Border 32 Fire

2022 California wildfiresWildfires in San Diego County, CaliforniaHistory of San Diego County
4 min read

At 2:15 in the afternoon on August 31, 2022, a fire sparked off Barrett Lake Road and State Route 94 in the Barrett Junction area of San Diego County, during a statewide heatwave. It was the thirty-second fire of significance near the US-Mexico border that year — hence the name. Within hours it had grown from 30 acres to 1,400. By nightfall it had consumed most of 4,200 acres and was five percent contained.

Ground That Has Burned Before

The chaparral-covered hillsides along Highway 94 between Barrett Junction and Potrero are not unfamiliar with fire. The same general area burned catastrophically in October 2007, when the Santa Ana wind-driven Harris Fire swept through in a 90,000-acre run that destroyed hundreds of structures and killed eight people. Nearly a decade later, the Border Fire of June 2016 burned 7,609 acres in a similar footprint east of Potrero, killing two more.

Fire in this terrain follows patterns that the land itself imposes. The chaparral is dense, the hillsides are steep, the Santa Ana winds accelerate through the canyons, and the summers are long and dry. When conditions align — heat, wind, low humidity, and a spark — fire moves fast and burns hot. The Border 32 Fire did not invent anything new about the landscape. It repeated what the landscape has been doing for as long as anyone has kept records.

The First Night

The fire spread northeast from its ignition point through cheatgrass and into the dense chaparral along the mountainsides toward Potrero Peak. Evacuations were ordered immediately for Barrett Junction residents. Within hours, as the fire pushed toward the rural community of Potrero, mandatory evacuation orders covered the entire town and much of the backcountry west of Campo.

By 5 PM, 1,400 acres had burned with zero containment. The fire crossed Highway 94 during the afternoon and continued toward Potrero as crews worked to establish lines. By nightfall, fire behavior eased as temperatures dropped, allowing over 400 firefighting personnel to work through the night on spot fires and hotspots. At 10 PM the acreage stood at 4,243 — only a couple hundred shy of the final total — and containment was five percent.

Some residents were allowed to return home at the outer edges of the burn by that evening. Others waited longer.

Containment and Consequences

Through September 1, containment grew to fourteen percent as crews worked in brutal heat. By September 3, the Tecate border crossing — shut down for several days by the fire's proximity — reopened as containment reached eighty percent. The fire was fully contained on September 5, with a final acreage of 4,456 and ten structures destroyed, including several homes.

Hundreds of residents from the Barrett Lake Road area, Coyote Holler Road, and Round Potrero Road near Potrero and Dulzura had fled their homes during the mandatory evacuations. The cause of the fire remained under investigation at the time of containment.

Firefighters stayed committed to the fireline for several additional days after the September 5 declaration, monitoring and controlling lingering hotspots in the burned landscape.

What Returns After Fire

In chaparral country, fire is not only destruction — it is also part of how the ecosystem cycles. Native chaparral species are adapted to periodic burns; some require fire to germinate. The problem is not fire itself but the frequency of fire, and the presence of invasive grasses like cheatgrass that burn hotter and faster than native vegetation and leave soils vulnerable to erosion.

The hillsides above Barrett Junction and Potrero have burned enough times in recent decades that recovery between fires is increasingly incomplete. The Border 32 Fire added 4,456 acres to a landscape that was still recovering from 2007 and 2016. The people who returned to the rural communities along Highway 94 came back to a changed view — the same hills, but quieter, browner, waiting again for what comes back after fire.

From the Air

The Border 32 Fire burned in the Barrett Junction area at approximately 32.612°N, 116.707°W, along California State Route 94 in southern San Diego County. Burned landscape and recovery patterns are visible from altitude east of Dulzura. Nearest airports: KSAN (San Diego International, ~37 nm NW), KSEE (Gillespie Field, ~28 nm N).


■ **EXERCISE OBJECTIVE**
What is needed is an exact copy of the lines from the one containing "Where can I find bicycle wheel?" through the last line of the entries below, both included.

■ **DATA SHOWN**
Content starts

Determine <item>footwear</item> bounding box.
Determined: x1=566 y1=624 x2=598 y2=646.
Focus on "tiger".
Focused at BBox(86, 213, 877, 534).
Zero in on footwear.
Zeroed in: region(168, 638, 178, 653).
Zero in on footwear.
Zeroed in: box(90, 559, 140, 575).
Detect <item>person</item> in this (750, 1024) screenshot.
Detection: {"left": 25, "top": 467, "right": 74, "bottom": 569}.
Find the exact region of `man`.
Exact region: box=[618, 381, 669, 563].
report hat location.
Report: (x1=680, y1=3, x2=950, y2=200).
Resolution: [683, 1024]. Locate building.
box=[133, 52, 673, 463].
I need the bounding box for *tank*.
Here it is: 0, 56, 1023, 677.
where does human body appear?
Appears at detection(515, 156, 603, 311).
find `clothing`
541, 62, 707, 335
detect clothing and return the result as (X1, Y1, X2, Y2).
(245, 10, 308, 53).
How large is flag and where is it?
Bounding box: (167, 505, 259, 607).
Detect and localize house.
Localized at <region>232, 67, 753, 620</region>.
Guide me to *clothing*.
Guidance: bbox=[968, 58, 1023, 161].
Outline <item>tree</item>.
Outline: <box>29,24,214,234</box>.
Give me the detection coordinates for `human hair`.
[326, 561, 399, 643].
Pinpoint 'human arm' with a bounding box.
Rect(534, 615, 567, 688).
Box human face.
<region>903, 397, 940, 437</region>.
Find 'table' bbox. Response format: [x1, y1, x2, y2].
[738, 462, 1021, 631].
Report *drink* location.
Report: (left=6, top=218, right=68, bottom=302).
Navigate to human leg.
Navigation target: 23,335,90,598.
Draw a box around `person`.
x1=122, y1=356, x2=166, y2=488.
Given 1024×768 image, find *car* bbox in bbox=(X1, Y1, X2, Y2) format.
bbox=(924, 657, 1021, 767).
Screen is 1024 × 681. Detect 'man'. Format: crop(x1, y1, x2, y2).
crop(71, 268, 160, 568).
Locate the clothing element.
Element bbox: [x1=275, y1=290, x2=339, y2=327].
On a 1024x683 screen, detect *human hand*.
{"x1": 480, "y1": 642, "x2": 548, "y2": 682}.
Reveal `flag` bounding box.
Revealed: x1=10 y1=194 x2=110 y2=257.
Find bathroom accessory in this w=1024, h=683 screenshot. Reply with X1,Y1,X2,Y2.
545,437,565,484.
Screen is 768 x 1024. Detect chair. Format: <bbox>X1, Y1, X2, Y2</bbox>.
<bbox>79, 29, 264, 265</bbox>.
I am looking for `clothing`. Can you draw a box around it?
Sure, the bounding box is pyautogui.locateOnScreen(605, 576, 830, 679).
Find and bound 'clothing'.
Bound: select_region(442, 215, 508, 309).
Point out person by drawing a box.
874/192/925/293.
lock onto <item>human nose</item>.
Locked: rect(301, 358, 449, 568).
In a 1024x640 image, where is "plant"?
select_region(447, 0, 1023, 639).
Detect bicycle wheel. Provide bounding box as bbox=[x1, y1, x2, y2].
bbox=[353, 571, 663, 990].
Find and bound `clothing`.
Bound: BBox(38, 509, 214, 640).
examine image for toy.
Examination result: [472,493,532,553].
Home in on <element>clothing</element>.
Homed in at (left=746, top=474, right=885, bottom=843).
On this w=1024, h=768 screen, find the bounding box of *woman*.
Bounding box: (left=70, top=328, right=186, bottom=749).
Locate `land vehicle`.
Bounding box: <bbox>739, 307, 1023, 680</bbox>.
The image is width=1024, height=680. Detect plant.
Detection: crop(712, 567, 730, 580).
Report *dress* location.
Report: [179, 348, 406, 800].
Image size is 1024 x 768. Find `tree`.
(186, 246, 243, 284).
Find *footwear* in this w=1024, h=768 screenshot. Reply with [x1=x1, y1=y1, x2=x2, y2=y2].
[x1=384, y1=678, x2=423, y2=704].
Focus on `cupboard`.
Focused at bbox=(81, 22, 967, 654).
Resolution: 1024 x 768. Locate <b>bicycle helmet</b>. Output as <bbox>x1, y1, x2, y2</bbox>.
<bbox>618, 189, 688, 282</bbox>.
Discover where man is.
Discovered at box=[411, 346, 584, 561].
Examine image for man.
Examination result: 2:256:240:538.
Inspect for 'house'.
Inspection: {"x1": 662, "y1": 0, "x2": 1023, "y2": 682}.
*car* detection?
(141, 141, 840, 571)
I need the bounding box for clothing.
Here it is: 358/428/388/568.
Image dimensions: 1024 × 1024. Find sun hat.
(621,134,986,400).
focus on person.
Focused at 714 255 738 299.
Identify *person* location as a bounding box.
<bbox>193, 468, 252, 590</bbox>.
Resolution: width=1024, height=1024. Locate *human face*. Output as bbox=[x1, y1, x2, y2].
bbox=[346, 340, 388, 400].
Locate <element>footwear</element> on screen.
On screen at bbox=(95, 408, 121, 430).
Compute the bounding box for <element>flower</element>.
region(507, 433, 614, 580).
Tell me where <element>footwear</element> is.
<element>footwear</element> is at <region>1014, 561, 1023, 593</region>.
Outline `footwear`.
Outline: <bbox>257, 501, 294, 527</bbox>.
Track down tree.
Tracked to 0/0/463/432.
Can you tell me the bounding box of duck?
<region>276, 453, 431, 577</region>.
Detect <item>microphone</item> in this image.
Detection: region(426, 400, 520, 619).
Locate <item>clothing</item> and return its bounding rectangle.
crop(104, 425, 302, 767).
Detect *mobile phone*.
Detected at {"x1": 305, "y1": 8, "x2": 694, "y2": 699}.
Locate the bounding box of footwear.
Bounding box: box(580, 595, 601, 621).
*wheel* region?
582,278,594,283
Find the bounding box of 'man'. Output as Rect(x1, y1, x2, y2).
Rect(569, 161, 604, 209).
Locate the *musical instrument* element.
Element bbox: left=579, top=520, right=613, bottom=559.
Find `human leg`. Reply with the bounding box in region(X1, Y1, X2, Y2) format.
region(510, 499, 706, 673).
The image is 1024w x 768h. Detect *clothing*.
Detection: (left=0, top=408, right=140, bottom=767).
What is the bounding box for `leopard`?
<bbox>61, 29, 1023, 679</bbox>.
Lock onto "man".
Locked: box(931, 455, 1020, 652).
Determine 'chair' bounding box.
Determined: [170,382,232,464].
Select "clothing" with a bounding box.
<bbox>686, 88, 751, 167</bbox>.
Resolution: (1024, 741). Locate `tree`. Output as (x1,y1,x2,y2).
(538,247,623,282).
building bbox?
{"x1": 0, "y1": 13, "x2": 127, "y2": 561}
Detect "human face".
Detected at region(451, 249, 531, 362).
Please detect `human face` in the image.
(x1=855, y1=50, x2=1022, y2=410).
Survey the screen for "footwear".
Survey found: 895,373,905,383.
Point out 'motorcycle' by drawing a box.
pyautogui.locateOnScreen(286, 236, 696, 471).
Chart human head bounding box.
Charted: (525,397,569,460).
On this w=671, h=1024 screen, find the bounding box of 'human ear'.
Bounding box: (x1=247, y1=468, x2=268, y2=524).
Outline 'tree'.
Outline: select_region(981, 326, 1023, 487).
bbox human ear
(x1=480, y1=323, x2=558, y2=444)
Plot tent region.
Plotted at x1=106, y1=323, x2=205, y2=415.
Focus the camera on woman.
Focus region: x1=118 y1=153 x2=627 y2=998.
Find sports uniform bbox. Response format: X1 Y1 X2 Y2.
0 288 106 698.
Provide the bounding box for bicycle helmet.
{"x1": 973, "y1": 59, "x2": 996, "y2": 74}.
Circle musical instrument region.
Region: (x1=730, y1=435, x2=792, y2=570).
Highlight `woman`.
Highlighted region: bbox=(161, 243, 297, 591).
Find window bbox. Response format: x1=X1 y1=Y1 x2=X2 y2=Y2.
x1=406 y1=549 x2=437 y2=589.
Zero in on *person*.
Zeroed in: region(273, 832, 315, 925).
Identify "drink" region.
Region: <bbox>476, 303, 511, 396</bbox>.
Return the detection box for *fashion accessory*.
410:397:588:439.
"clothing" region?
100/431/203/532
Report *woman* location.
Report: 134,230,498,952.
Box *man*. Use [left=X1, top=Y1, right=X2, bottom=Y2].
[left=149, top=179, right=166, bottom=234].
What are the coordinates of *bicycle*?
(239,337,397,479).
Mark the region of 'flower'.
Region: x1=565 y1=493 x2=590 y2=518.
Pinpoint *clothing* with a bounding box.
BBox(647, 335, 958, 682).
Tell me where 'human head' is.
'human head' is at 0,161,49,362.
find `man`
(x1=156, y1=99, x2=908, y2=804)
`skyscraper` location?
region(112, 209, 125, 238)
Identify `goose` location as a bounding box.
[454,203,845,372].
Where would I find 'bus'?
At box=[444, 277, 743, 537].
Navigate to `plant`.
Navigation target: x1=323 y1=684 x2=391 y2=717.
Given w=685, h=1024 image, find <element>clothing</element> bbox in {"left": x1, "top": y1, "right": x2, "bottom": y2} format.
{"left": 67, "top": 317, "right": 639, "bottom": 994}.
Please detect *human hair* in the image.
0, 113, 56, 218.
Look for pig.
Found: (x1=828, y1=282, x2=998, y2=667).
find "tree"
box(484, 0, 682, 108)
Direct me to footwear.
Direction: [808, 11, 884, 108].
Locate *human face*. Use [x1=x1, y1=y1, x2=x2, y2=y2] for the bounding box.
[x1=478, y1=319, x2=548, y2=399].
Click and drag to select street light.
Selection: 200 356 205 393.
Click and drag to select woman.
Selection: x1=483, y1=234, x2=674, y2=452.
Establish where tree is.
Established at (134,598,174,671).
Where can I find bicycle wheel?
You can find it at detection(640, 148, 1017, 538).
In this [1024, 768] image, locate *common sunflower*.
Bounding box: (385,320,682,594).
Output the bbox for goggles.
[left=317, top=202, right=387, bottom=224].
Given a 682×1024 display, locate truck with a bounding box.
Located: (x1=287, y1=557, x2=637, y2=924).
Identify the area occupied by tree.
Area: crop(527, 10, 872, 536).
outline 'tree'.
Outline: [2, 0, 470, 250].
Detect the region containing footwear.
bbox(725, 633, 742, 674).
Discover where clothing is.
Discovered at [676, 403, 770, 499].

Content ends

■ **EXERCISE RESPONSE**
Where can I find bicycle wheel?
You can find it at detection(640, 148, 1017, 538).
In this [1024, 768] image, locate *common sunflower*.
Bounding box: (385,320,682,594).
Output the bbox for goggles.
[left=317, top=202, right=387, bottom=224].
Given a 682×1024 display, locate truck with a bounding box.
Located: (x1=287, y1=557, x2=637, y2=924).
Identify the area occupied by tree.
Area: crop(527, 10, 872, 536).
outline 'tree'.
Outline: [2, 0, 470, 250].
Detect the region containing footwear.
bbox(725, 633, 742, 674).
Discover where clothing is.
Discovered at [676, 403, 770, 499].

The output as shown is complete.